17 June 2015 10:15:42 IST

Future Shock revisited: An impact analysis

How do organisations plan and strategise in this VUCA world? And how does business school education prepare aspiring managers

Alvin Toffler’s Future Shock (1969) projecting the impact of evolving technologies and social trends was a seminal work. While it was as gripping as a sci-fi novel by Asimov (Ii am partial to him over Arthur C Clark), the implications were profound. He was prophetic in many aspects and some of the trends that he foresaw are still playing out.

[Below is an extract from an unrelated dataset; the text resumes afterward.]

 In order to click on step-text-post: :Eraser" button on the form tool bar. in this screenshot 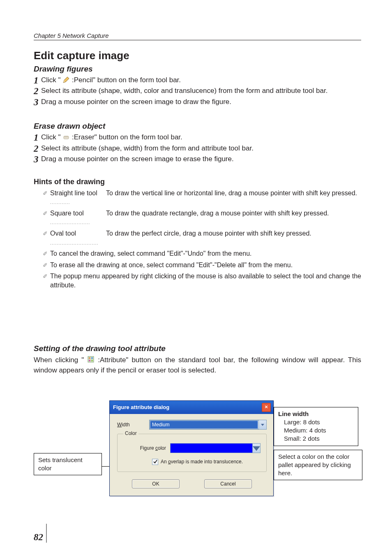, I will do `click(127, 137)`.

Future shock came at a departure point for the global society in more than one sense. it was the beginning of the end of American status as the sole super power, a time for civil movements across the world, colonial powers waning and colonies across Africa and Asia grappling with the need to assert the new emerging independent identities. It was also the time of the Flower children/Hippie movement/youth rebellion across continental Europe and the USA and the Beatles.

We are currently on the cusp of another revolution of a similar kind. Millennials and Gen Z are very different to earlier generations. The first decade of the 21st century has less in common with the century that we left behind and more an indicator and weather cock of the oncoming 90 years.

VUCA, SMAC, IOT, Machine Learning, Artificial Intelligence are the words one hears frequently today. While society at large and institutions/organisations are grappling with the impact and implications of these developments, the combined impact of these and the dramatic changes that are sweeping societies across the globe are not yet fully understood.

What next

Being a business school professor for almost three decades, the attempt here is to look at what these developments mean to organisations and consequently business management education. The framework used here to look at the impact of these developments on business and organisations is the ‘Strategy-Structure-Systems paradigm’ propagated by Harvard over the ‘Purpose-People-Process paradigm’ popularised by the late Sumantra Ghosal.

What is going to happen to Strategy and Strategising?

How do we look at strategising in the Flipkart/Amazon world ? Even the smartest of people from the best of the VC/PE firms are not talking about profits or breakeven. They are only interested in knowing how fast you can scale, no matter how much money you burn along the way!

How relevant is the positional school approach of Michael Porter or the resource based views of strategy of the later school?

How are we going to organise collective efforts?

I have recently taken up an assignment with an IT major and I work with a cross section of people whom I have never met and in many cases may never meet them. Work is going on fine. I am sure many of you youngsters are more familiar and comfortable with such a scenario. Not only has ICT brought in situations where people located across the globe work together but work effectively too. Modern businesses are more or less ‘done’ with hierarchies.

Planning and review

This is the inevitable consequence of the knowledge economy and knowledge worker culture. Flexi hours are more common than the exception. People are increasingly going to refuse to commit to being ‘monopolised’ (work contracts that bind you to one organisation), organisations are getting flatter by the day and middle-level managers are discovering that they are not required any more. Classical knowledge/theory/frameworks of organisational behaviour and human resource management are struggling to help cope.

How are we going to plan/monitor and review?

Today’s VUCA (volatile, uncertain, complex, ambiguous) world doesn't give the management the luxury of a plan at the top and to implement at leisure. Planning and execution have to be parallel and cannot be separated. The days of smart kids in ivory towers doing the strategising without the responsibility to implement, which gets passed on to the ‘Grunts’, is over. Besides, the rapidity and quantum of data that can be generated by modern IT tools (be it social/ Mobile/ Analytics/ Cloud, popularly acronymed as SMAC or IOT, the internet of things) is beyond the realms of the capability of the management to process. Data is just exploding at an exponential rate to the extent that there is a new disease that is doing the rounds called DRIP — data rich insight poor. How do organisations cope with these? What kind of systems do they need for monitoring and reviews?

I intend taking up these three aspects over the next three instalments. The final fourth piece would be on ‘what do all these changes mean to business education and business schools where there is an entrenched legacy in the form of a traditional approach to management that is increasingly becoming irrelevant to the emerging order of the world. Given that academics resist change the most, the challenges faced by a business school’s leadership is even bigger than business leaders.